BBC bosses and Government ministers are holding urgent talks about ways of supporting over-75 TV licence holders, who recently became eligible to pay the annual fee.
The BBC recently reneged on its charter commitment to retain the universal concessionary over-75 TV licence. From 1st August 2020 the only over-75 households eligible to the concession are those in receipt of Pension Credit.
Around 3.7 million over-75 households, who would have been eligible for the concession before August 2020, are now expected to pay in full and the BBC has hired additional muscle to make sure they do.
Pensioners are livid at the changing goalposts and according to reports more than 700,000 households have simply refused to pay, leaving the BBC - who, as we all know, can barely afford a pot to piss in - with a funding black hole of £120 million.
If opposition remains at current levels, the BBC's losses will be even greater after the hike in the TV licence fee on 1st April 2021.
Speaking in the House of Lords earlier this week, Baroness Stedman-Scott, Minister for Work and Pensions, said: "We have written to the BBC.
"Officials have had a meeting with its representatives and we are awaiting the outcome of that meeting.

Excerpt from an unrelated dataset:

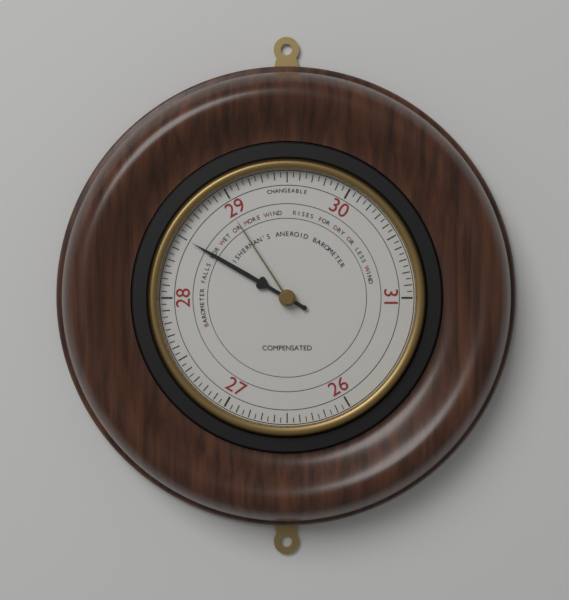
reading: 28.50 (no unit)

"As I say, this is a work in progress."
Addressing the Minister, Baron Foulkes of Cumnock, Labour co-chairman of the All-Party Parliamentary Group for Ageing and Older People, said: "The Minister will recall that many of us were concerned about the loss of free TV licences for those aged over 75, which broke a Conservative manifesto promise.
"Now only those on Pension Credit get free TV licences."
He clearly doesn't realise that it was the BBC that did the dirty on pensioners by defying the Government's expectations.